Random thought about the Marine-shooting-the-terrorist controversy: Does anyone remember one of the subplots of the WWII movie Saving Private Ryan?
I do. If you recall, the task force sent to find Private Ryan captures a surrendering German soldier. Most of the group want to shoot him, but the translator says “no” and begs Captain Miller to let the German go, which he does. Later on, the same German soldier ends up rejoining the Wehrmacht and killing Captain Miller. (The translator kills the German this time, though he is, again, surrendering.)
Was this a depiction of a war crime? Probably. However, I remember everyone in the theater shouting, “Hell, yeah!” or thereabouts.

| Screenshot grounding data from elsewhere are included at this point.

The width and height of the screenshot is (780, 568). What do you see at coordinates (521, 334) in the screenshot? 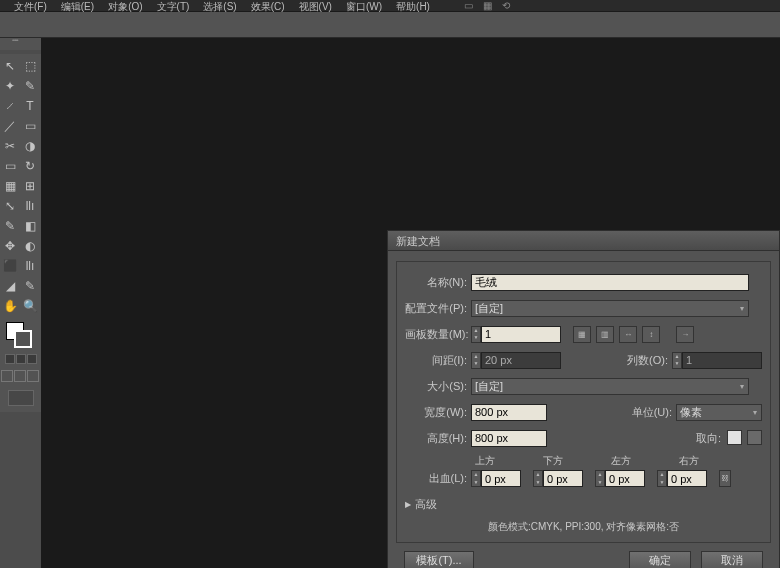
I see `artboards-input` at bounding box center [521, 334].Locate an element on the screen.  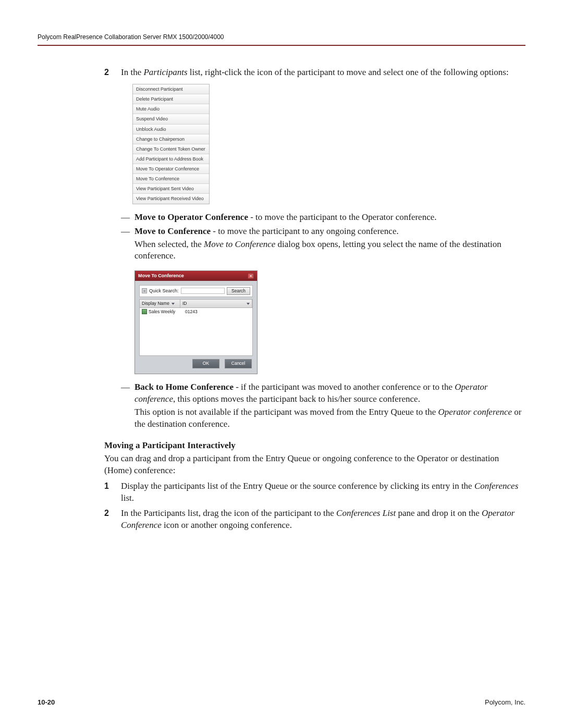
menu-item: Move To Conference is located at coordinates (171, 179).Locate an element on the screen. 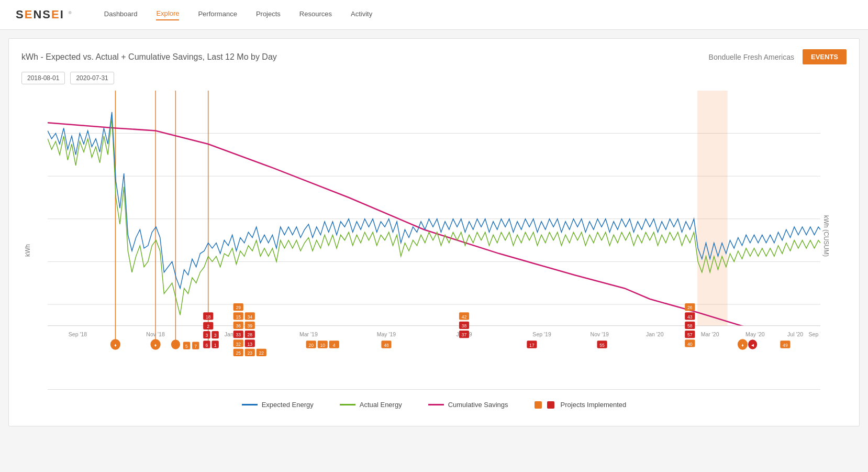  legend-project-red-box is located at coordinates (551, 405).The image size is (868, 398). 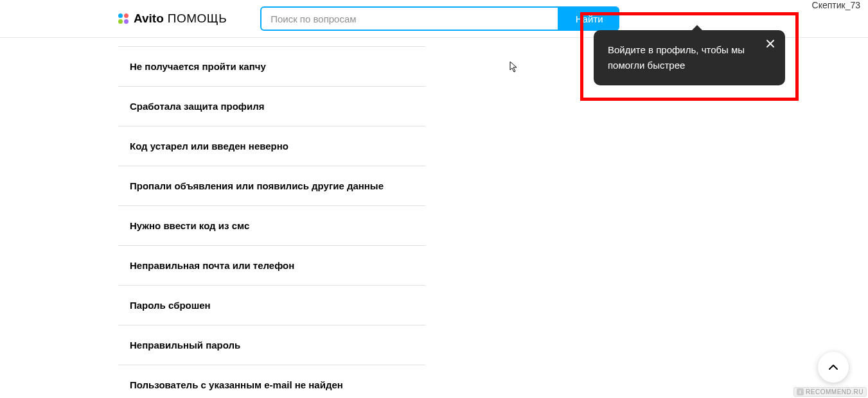 What do you see at coordinates (410, 19) in the screenshot?
I see `search-input` at bounding box center [410, 19].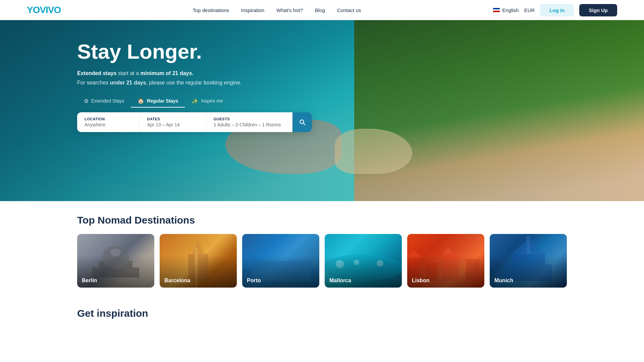  What do you see at coordinates (249, 125) in the screenshot?
I see `guests-value: 1 Adults – 0 Children – 1 Rooms` at bounding box center [249, 125].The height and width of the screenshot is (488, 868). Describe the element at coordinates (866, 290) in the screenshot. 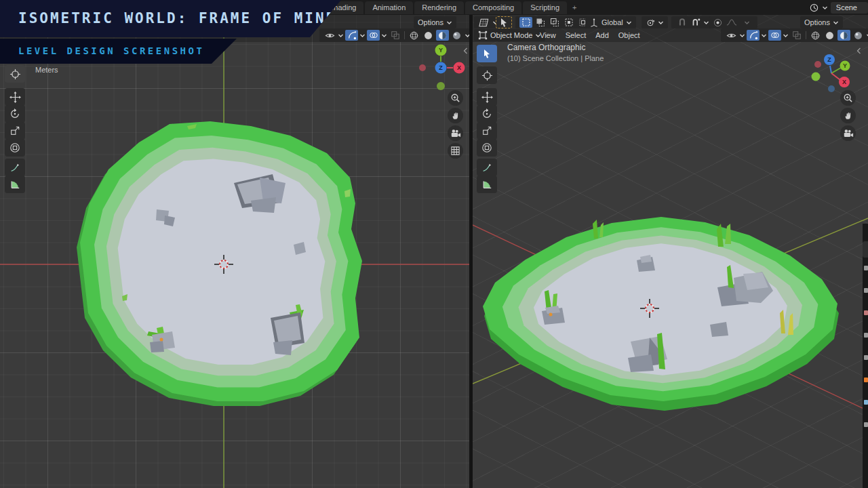

I see `properties-tab-render-icon` at that location. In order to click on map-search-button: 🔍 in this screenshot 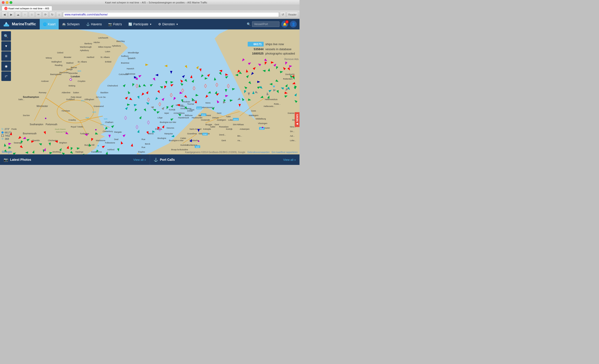, I will do `click(6, 36)`. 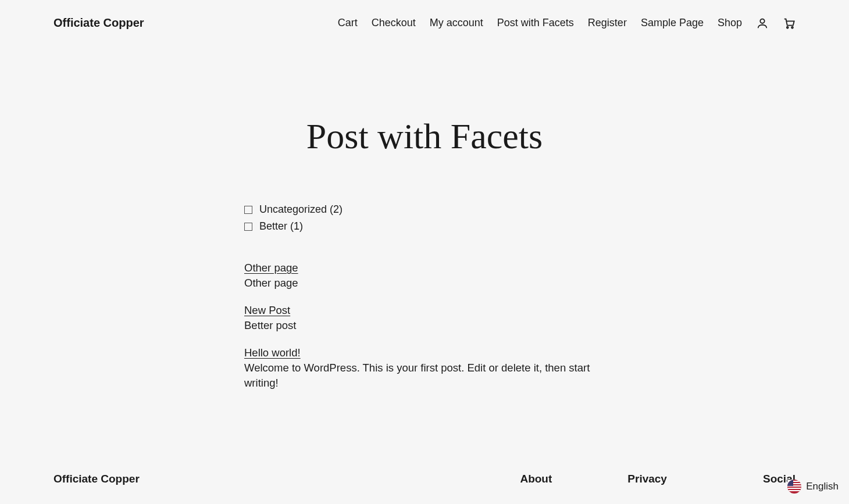 I want to click on footer-heading: Privacy, so click(x=657, y=479).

What’s changed? Here's what: it’s okay for folks to live vicariously through celluloid warriors, but when real ones make tough decisions—not totally out of revenge, as in the movie, but for practical and situational purposes—it’s a little too tough for the squeamish to take. By the way, if you *are* squeamish, you might not want to know what the real-life military man went through to get him to the point in which he found himself on that fateful day in the Fallujah “mosque.”
Note to MSM: the marine did not shoot a prisoner!

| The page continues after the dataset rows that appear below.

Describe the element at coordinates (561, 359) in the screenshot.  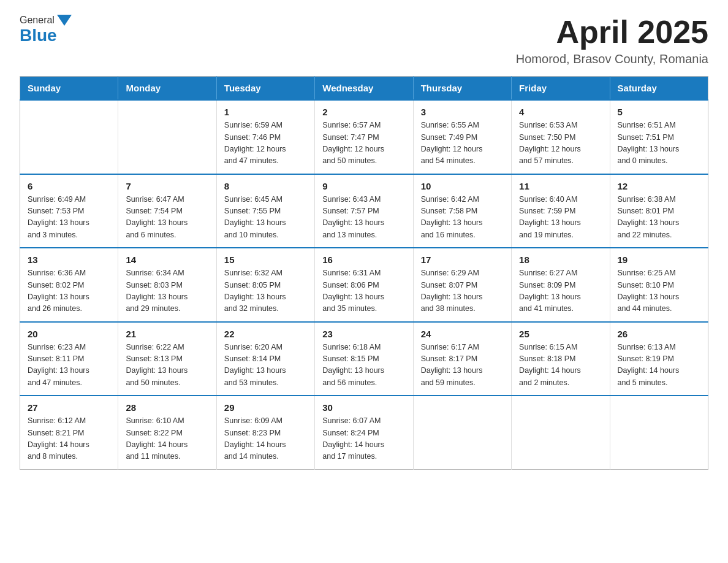
I see `calendar-cell: 25Sunrise: 6:15 AMSunset: 8:18 PMDayligh…` at that location. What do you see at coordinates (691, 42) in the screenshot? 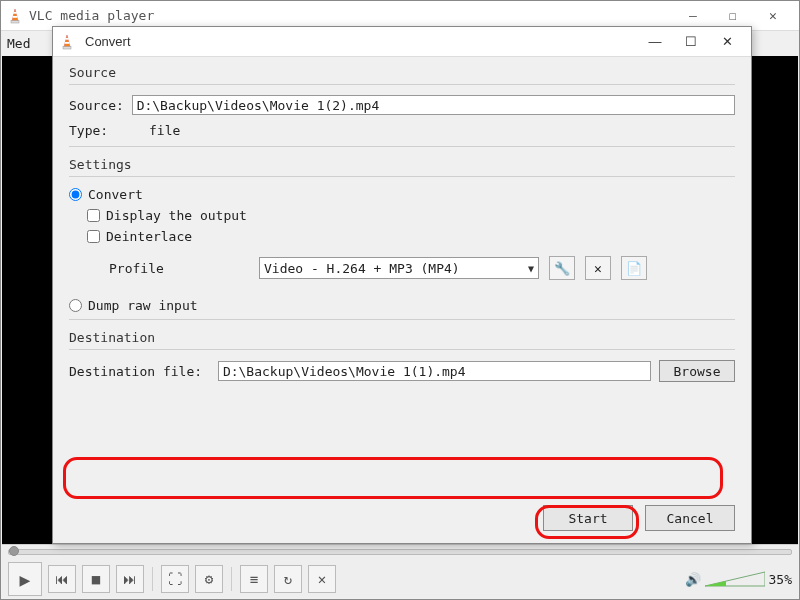
I see `dialog-maximize-button: ☐` at bounding box center [691, 42].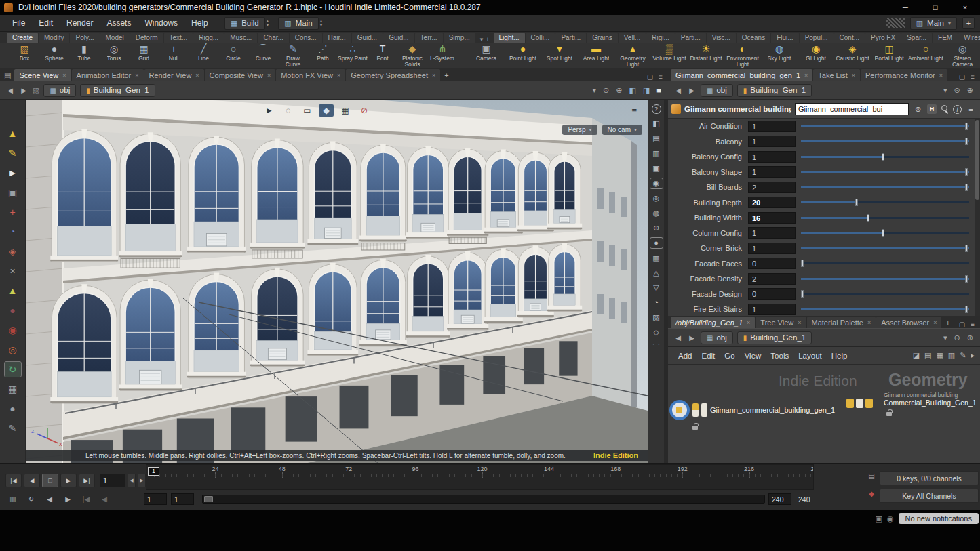 The height and width of the screenshot is (551, 980). What do you see at coordinates (945, 338) in the screenshot?
I see `path-dropdown-icon: ▾` at bounding box center [945, 338].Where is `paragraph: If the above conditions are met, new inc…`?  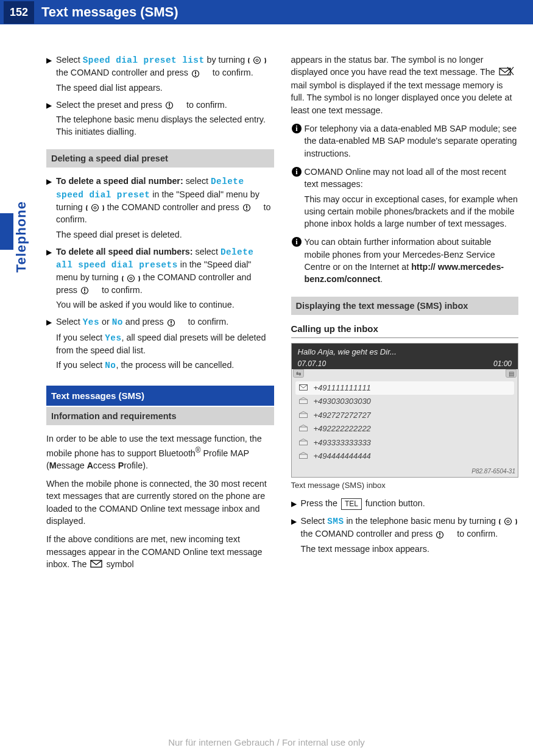
paragraph: If the above conditions are met, new inc… is located at coordinates (160, 552).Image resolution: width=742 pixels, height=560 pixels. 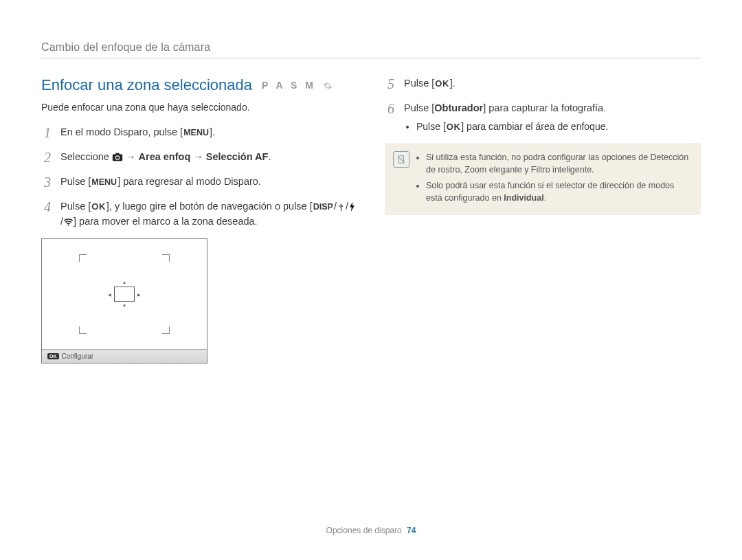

UPDATE: Holy Moly! A Corner- and an Instalanche! Welcome, but know that there is some dispute as to how the pertinent scenes in Saving Private Ryan occurred. After some personal fact-checking, there will be an update to the original post, one way or the other.
Additionally, according to some interpretations of the Geneva Convention, the "insurgents" in the room *were* prisoners because they were presumably unarmed. I think, however, that an injured enemy who has shown a willingness to blow himself up and take his foes with him does not fall into the unarmed category. This, of course, is where the real and the practical overrule the technical.